In our study 1 case of postoperative pancreatitis (2.5%) and 4 cases of hyperamylasemia (12.5%) occurred in the EPBD+ LC group. In contrast, there were no cases of postoperative pancreatitis and 2 cases of hyperamylasemia (8%) in the PPBD+LC group. The serum amylase level at 12 hours postoperatively was 307 ± 39.94 IU/L in the EPBD+LC group and 193 ± 30.78 IU/L in the PPBD+LC group. EPBD may traumatize the orifice of the pancreatic duct associated with repeated cannulation. The numerous contrast medium injected into the pancreatic duct was considered to be a significant risk factor of pancreatitis. However, in PPBD, because the procedure applied antegrade balloon dilation, selective cannulation was unnecessary, and no contrast medium was injected into the pancreas duct. In both EPBD and PPBD, indwelling biliary drainage contributed to reduce the postoperative incidence of severe pancreatitis and cholangitis.

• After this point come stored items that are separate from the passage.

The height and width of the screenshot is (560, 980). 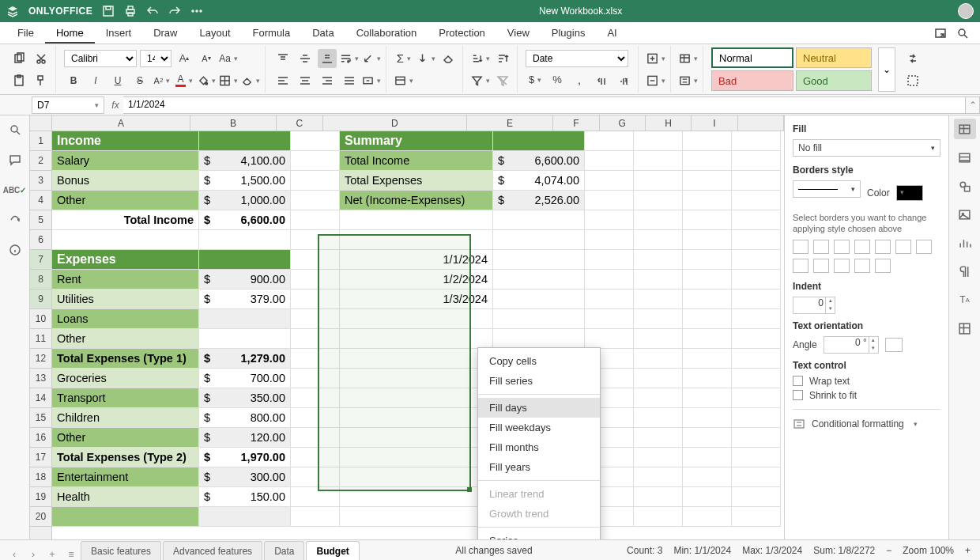 What do you see at coordinates (416, 457) in the screenshot?
I see `cell-D17` at bounding box center [416, 457].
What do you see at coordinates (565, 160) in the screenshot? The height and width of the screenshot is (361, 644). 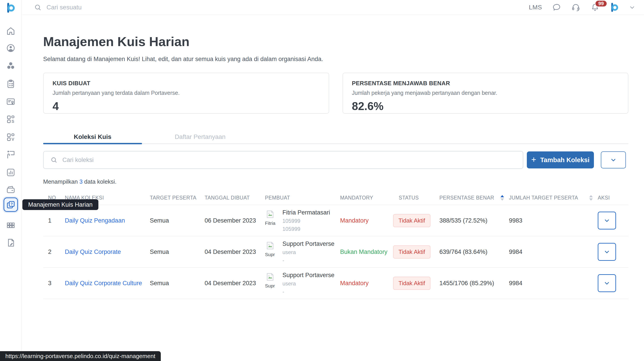 I see `add-collection-label: Tambah Koleksi` at bounding box center [565, 160].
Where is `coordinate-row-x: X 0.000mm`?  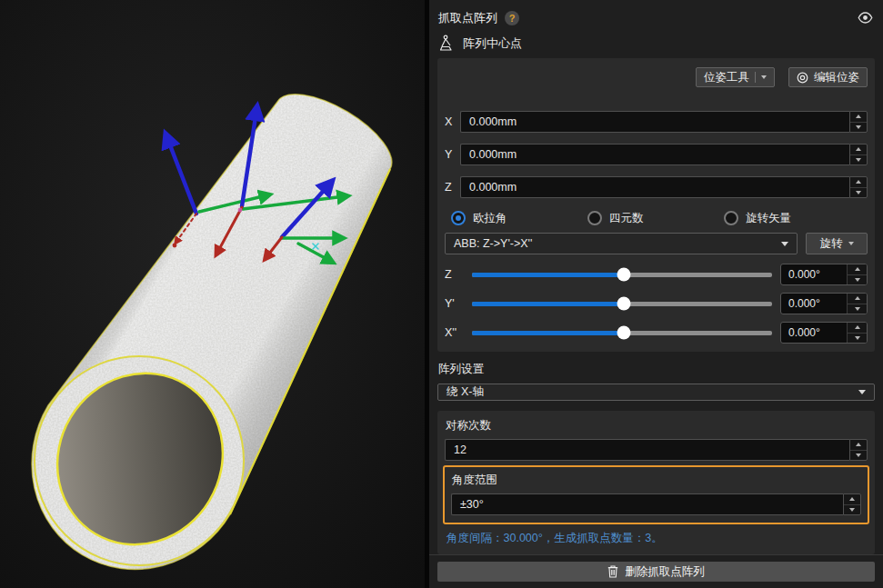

In this study LC was implemented instantly for the patients after removal of the common bile duct stones, although the triangle of Calot surrounding the tissue was mildly edematous, but not enough to contraindicate the operation. There were no cases converted to open surgery. Some research indicated that a one-stage approach combining ERCP and cholecystectomy was a safe and effective method with a low risk of postoperative pancreatitis, as well as being more comfortable for the patients and also reducing the mean hospital stay.24,25 Undoubtedly, our study had certain limitations. Retrospective analyses have inherent selection and information biases, especially with the limited number of cases that were enrolled. A multicenter prospective randomized control trial would be helpful to demonstrate the feasibility of this technique.
In conclusion, for the treatment of gallstones and bile duct stones, PPBD combined with LC simultaneously is an alternative effective and safe procedure, especially for those in whom the endoscopic procedure was a failure.
Footnotes
Disclosure Statement
No competing financial interests exist.